View Full Version : Editing sieges
SigniferOne
04-06-2005, 21:58
Ok, have you guys figured out yet if we can alter which siege options are available for the besieging party? I mean it is SO easy for a guy to build Helopolis-style siege towers that Epic Walls are nearly useless. If we could, like, triple or quadruple the amount of build points required for them, that would be nice. Or better yet, make building of them contingent on some outside factors, like having Archimedes as your ancilliary or something like that.
I dream of a time when cities will take 20 years to build Epic Walls, and once those are done no one will ever be able to take them head on, and will have to destroy all outside armies, and then lay siege to it for 12 years to starve it out. Where Nebuchadnezzar failed, someone else might succeed ~;)
I'm interested in any and all ways to limit siege options for the besieging party. Maybe that involves editing the siege tower models or something like that, so I ask everyone who deals with these things and know how they work.
Epistolary Richard
04-07-2005, 10:04
I'd also be interested to know anywhere that we can mod attacking siege options, specificially if we can enable 0 build time siege engines.
Shigawire
04-17-2005, 16:05
We should be able to impose severe limitations on the siege tower's deployability. Anyone know if this is possible?
In reality, walls were built on slopes precisely so that siege towers could not be used there, and so the defenders would know precisely where the siege towers would be coming.. So if a wall had 20% facing perfect flat ground.. and 80% facing slopes, it was a very fair bet that the siege tower was coming in the 20% direction, and you could build the city walls around that fact. They would expect nothing more than ladders to be used on the walls placed on sloped terrain.
The calculated path of the siege-tower was always prepared 2-3 weeks beforehand. This was done by small rolling shacks called "chelones" in greek, or "testudo". Turtles essentially. Engineers would be digging the ground underneath these rolling houses, and making the terrain perfectly flat, and would fill in any ditches that were in the way. Indeed, the EXACT PATH of the siege tower would be known to the defenders many weeks before it would even come. And so I'm happy with the deployment system in vanilla RTW, since the defender always sees the attacker's positions first, and can deploy accordingly.
What I want to see most of all are siege works, such as the greek "periteichismos" (encirclement) which were walls (sometimes twin) built around a city they were besieging. This was used multiple times, even by the Spartans at one time. Athens built a periteichismos when they besieged Syracuse in 415 during the Peloponnesian war. The Romans used it when they were besieging Lilibeo during the 1st Punic War.
Let's just say that Julius Caesar's "circumvellatvs" around Alesia was by no means a new thing when he was employing it..
Is there any ideas on how this could be achieved?
Epistolary Richard
04-17-2005, 17:17
The only way I can think of would be to put a custom tile down for each settlement and place the besieger's earthwork elements there. The only trouble would be that the earthworks would always be there. In a sense that wouldn't be a problem as pretty much the only time you see a city is when it's besieged, but you couldn't vary the earthworks by faction at all.
eadingas was having some luck with placing a dynamic city on top of a custom tile.
The ideal way would be to tie your 'under siege' model to appear on the battle map (in a similar way to wonders/ships/settlements etc.) but I wouldn't have a clue how to do that.
Shigawire
04-21-2005, 01:07
Well. Great. Keep the ideas flowing out.
Solution-oriented is the right frame of mind.
We've done so much already.. no need to stop now.
Periteichismos (and aperiteichismos) were extremely common in siege warfare.. by many civilizations.
Can someone please look at this more deeply?
Simetrical
04-21-2005, 20:51
Nobody's yet figured out a way to mod siege engine construction costs—it's assumed to be unmoddable. Siegeworks of a sort could be made on a per-culture basis at least, or so I expect—the underlying terrain can be changed across the board, as evidenced by the fact that barbarian town centers are on top of a hill. Impassibility is trickier, I suspect, but it might still be doable.
As for siege engine availability, I'm currently testing to see whether the stats in descr_engines affect AI choice of siege engines. If they do, we might be able to use that.
Edit: No, the AI doesn't care what siege engine stats are.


__PROBLEM DETAILS__:
Below are the records; copy each line in which "Maven" occurs.
§
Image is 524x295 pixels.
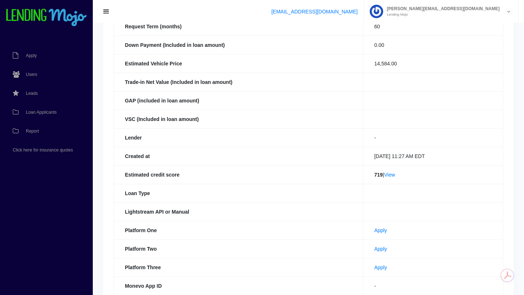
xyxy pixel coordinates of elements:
[383,7,500,11] span: [PERSON_NAME][EMAIL_ADDRESS][DOMAIN_NAME]
[114,128,363,147] th: Lender
[114,147,363,166] th: Created at
[5,9,87,27] img: logo-small.png
[114,240,363,258] th: Platform Two
[363,147,503,166] td: [DATE] 11:27 AM EDT
[374,265,387,271] a: Apply
[26,129,39,134] span: Report
[271,9,358,15] a: [EMAIL_ADDRESS][DOMAIN_NAME]
[26,72,37,77] span: Users
[114,73,363,91] th: Trade-in Net Value (Included in loan amount)
[383,13,500,16] small: Lending Mojo
[363,36,503,54] td: 0.00
[363,277,503,295] td: -
[114,17,363,36] th: Request Term (months)
[13,148,73,152] span: Click here for insurance quotes
[114,36,363,54] th: Down Payment (Included in loan amount)
[26,53,37,58] span: Apply
[114,166,363,184] th: Estimated credit score
[374,172,382,178] b: 719
[114,203,363,221] th: Lightstream API or Manual
[363,128,503,147] td: -
[374,246,387,252] a: Apply
[114,221,363,240] th: Platform One
[26,91,38,96] span: Leads
[26,110,57,115] span: Loan Applicants
[114,184,363,203] th: Loan Type
[384,172,395,178] a: View
[114,110,363,128] th: VSC (Included in loan amount)
[114,54,363,73] th: Estimated Vehicle Price
[374,228,387,234] a: Apply
[363,54,503,73] td: 14,584.00
[114,277,363,295] th: Monevo App ID
[363,17,503,36] td: 60
[370,5,383,18] img: Profile image
[114,91,363,110] th: GAP (included in loan amount)
[363,166,503,184] td: |
[114,258,363,277] th: Platform Three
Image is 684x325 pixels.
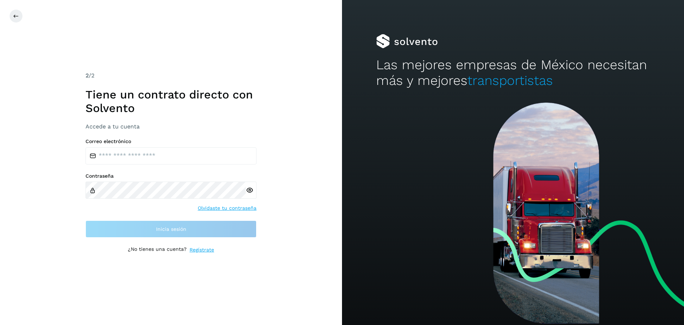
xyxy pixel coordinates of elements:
span: Inicia sesión [156,226,186,231]
a: Regístrate [190,246,214,253]
h3: Accede a tu cuenta [86,123,257,130]
button: Inicia sesión [86,220,257,237]
p: ¿No tienes una cuenta? [128,246,187,253]
h1: Tiene un contrato directo con Solvento [86,88,257,115]
label: Correo electrónico [86,138,257,144]
span: transportistas [468,73,553,88]
span: 2 [86,72,89,79]
a: Olvidaste tu contraseña [198,204,257,212]
label: Contraseña [86,173,257,179]
div: /2 [86,71,257,80]
h2: Las mejores empresas de México necesitan más y mejores [376,57,650,89]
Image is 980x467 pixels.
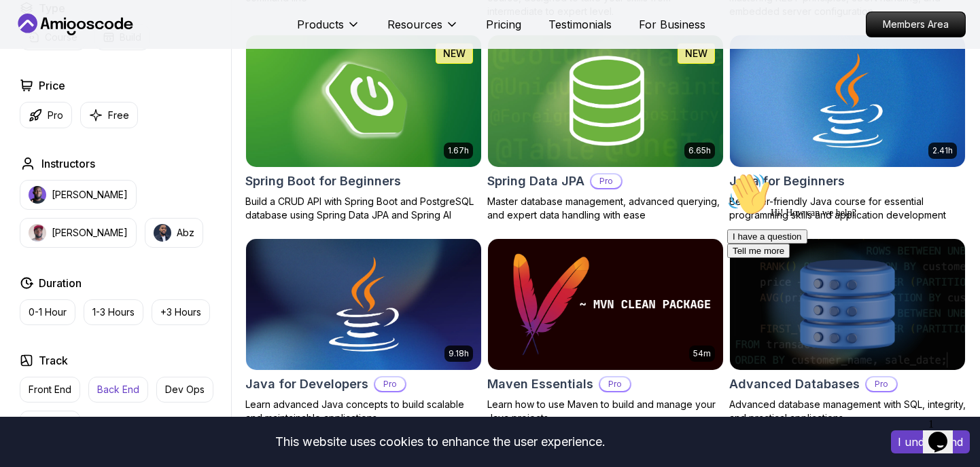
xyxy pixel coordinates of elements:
[88,377,148,402] button: Back End
[19,300,76,325] button: 0-1 Hour
[487,239,724,426] a: Maven Essentials card54mMaven EssentialsProLearn how to use Maven to build and manage your Java p...
[890,431,970,454] button: Accept cookies
[28,224,47,241] img: instructor img
[151,300,210,325] button: +3 Hours
[448,145,468,156] p: 1.67h
[487,35,724,222] a: Spring Data JPA card6.65hNEWSpring Data JPAProMaster database management, advanced querying, and ...
[722,167,966,406] iframe: chat widget
[177,226,194,240] p: Abz
[97,383,140,397] p: Back End
[297,16,360,44] button: Products
[51,188,128,202] p: [PERSON_NAME]
[51,226,128,240] p: [PERSON_NAME]
[165,383,205,397] p: Dev Ops
[6,62,85,77] button: I have a question
[19,377,81,402] button: Front End
[639,16,705,33] a: For Business
[488,239,723,371] img: Maven Essentials card
[729,398,965,425] p: Advanced database management with SQL, integrity, and practical applications
[865,12,965,37] a: Members Area
[448,348,468,359] p: 9.18h
[39,275,81,291] h2: Duration
[39,78,65,94] h2: Price
[10,427,870,457] div: This website uses cookies to enhance the user experience.
[245,35,482,222] a: Spring Boot for Beginners card1.67hNEWSpring Boot for BeginnersBuild a CRUD API with Spring Boot ...
[6,77,68,91] button: Tell me more
[693,348,711,359] p: 54m
[246,239,481,371] img: Java for Developers card
[81,102,138,128] button: Free
[245,172,401,191] h2: Spring Boot for Beginners
[487,398,724,425] p: Learn how to use Maven to build and manage your Java projects
[160,305,201,319] p: +3 Hours
[685,47,707,60] p: NEW
[387,16,459,44] button: Resources
[591,175,621,188] p: Pro
[246,35,481,167] img: Spring Boot for Beginners card
[487,172,584,191] h2: Spring Data JPA
[6,6,49,49] img: :wave:
[19,102,72,128] button: Pro
[92,305,135,319] p: 1-3 Hours
[245,375,369,394] h2: Java for Developers
[48,109,63,122] p: Pro
[729,35,965,167] img: Java for Beginners card
[19,411,81,436] button: Full Stack
[729,35,965,222] a: Java for Beginners card2.41hJava for BeginnersBeginner-friendly Java course for essential program...
[245,239,482,426] a: Java for Developers card9.18hJava for DevelopersProLearn advanced Java concepts to build scalable...
[42,155,95,172] h2: Instructors
[108,109,129,122] p: Free
[375,377,405,391] p: Pro
[387,16,442,33] p: Resources
[28,305,67,319] p: 0-1 Hour
[297,16,344,33] p: Products
[932,145,952,156] p: 2.41h
[548,16,611,33] a: Testimonials
[83,300,144,325] button: 1-3 Hours
[19,180,137,210] button: instructor img[PERSON_NAME]
[153,224,171,241] img: instructor img
[486,16,521,33] a: Pricing
[39,353,68,369] h2: Track
[443,47,466,60] p: NEW
[487,375,593,394] h2: Maven Essentials
[922,413,966,454] iframe: chat widget
[156,377,213,402] button: Dev Ops
[145,218,203,248] button: instructor imgAbz
[688,145,711,156] p: 6.65h
[487,195,724,222] p: Master database management, advanced querying, and expert data handling with ease
[6,41,135,51] span: Hi! How can we help?
[245,398,482,425] p: Learn advanced Java concepts to build scalable and maintainable applications.
[600,377,630,391] p: Pro
[488,35,723,167] img: Spring Data JPA card
[866,12,965,37] p: Members Area
[6,6,250,91] div: 👋Hi! How can we help?I have a questionTell me more
[245,195,482,222] p: Build a CRUD API with Spring Boot and PostgreSQL database using Spring Data JPA and Spring AI
[28,383,71,397] p: Front End
[19,218,137,248] button: instructor img[PERSON_NAME]
[28,186,47,204] img: instructor img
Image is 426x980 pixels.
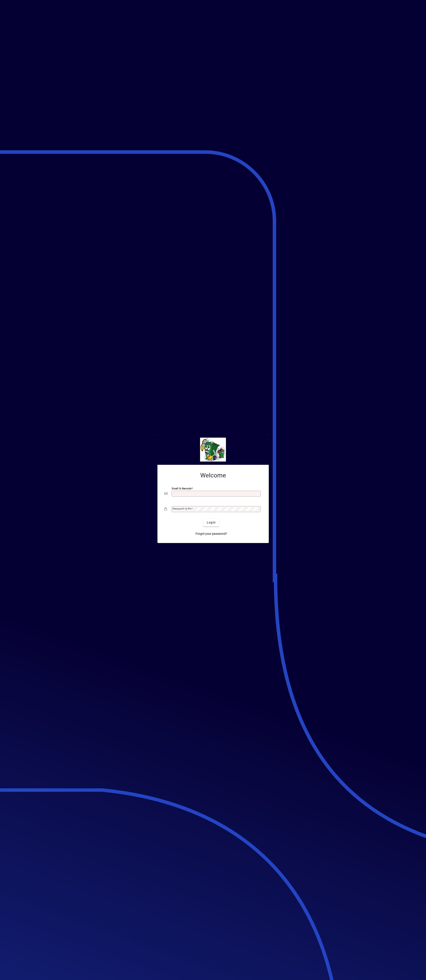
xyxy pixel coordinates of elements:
mat-label: Password or Pin [173,507,191,510]
span: Login [207,520,216,525]
h2: Welcome [165,472,262,479]
span: Forgot your password? [196,532,227,536]
mat-label: Email or Barcode [172,487,191,490]
button: Login [203,519,219,527]
a: Forgot your password? [194,530,229,538]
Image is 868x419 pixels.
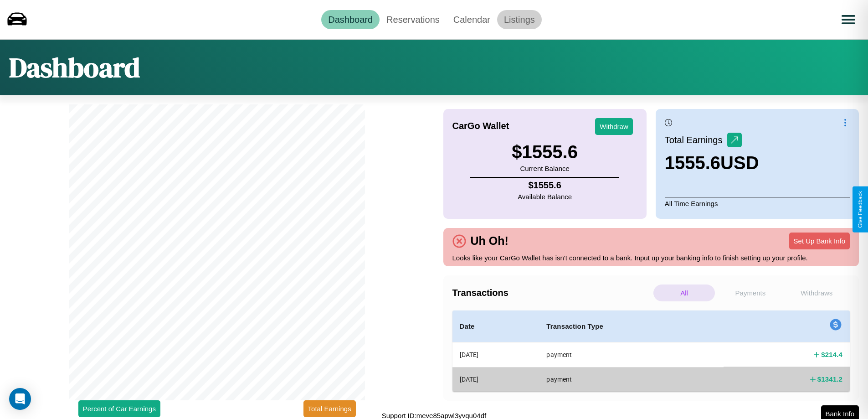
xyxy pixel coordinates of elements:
[452,251,850,264] p: Looks like your CarGo Wallet has isn't connected to a bank. Input up your banking info to finish ...
[497,10,542,29] a: Listings
[452,287,651,298] h4: Transactions
[518,180,572,191] h4: $ 1555.6
[452,342,539,367] th: [DATE]
[452,311,850,391] table: simple table
[511,162,578,174] p: Current Balance
[665,132,727,148] p: Total Earnings
[447,10,497,29] a: Calendar
[9,388,31,410] div: Open Intercom Messenger
[459,321,532,332] h4: Date
[821,349,842,360] h4: $ 214.4
[665,153,759,173] h3: 1555.6 USD
[720,285,781,301] p: Payments
[836,6,862,32] button: Open menu
[452,367,539,391] th: [DATE]
[665,197,849,210] p: All Time Earnings
[518,191,572,203] p: Available Balance
[380,10,447,29] a: Reservations
[466,235,513,248] h4: Uh Oh!
[539,342,723,367] th: payment
[595,118,633,135] button: Withdraw
[304,400,356,417] button: Total Earnings
[817,375,842,384] h4: $ 1341.2
[653,285,715,301] p: All
[547,321,716,332] h4: Transaction Type
[539,367,723,391] th: payment
[786,285,848,301] p: Withdraws
[857,191,863,228] div: Give Feedback
[321,10,380,29] a: Dashboard
[452,121,509,132] h4: CarGo Wallet
[9,49,140,86] h1: Dashboard
[511,142,578,162] h3: $ 1555.6
[79,400,160,417] button: Percent of Car Earnings
[789,233,849,249] button: Set Up Bank Info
§
__OUTPUT OF THE EXERCISE__:
[487,239,724,426] a: Maven Essentials card54mMaven EssentialsProLearn how to use Maven to build and manage your Java p...
[488,239,723,371] img: Maven Essentials card
[487,398,724,425] p: Learn how to use Maven to build and manage your Java projects
[487,375,593,394] h2: Maven Essentials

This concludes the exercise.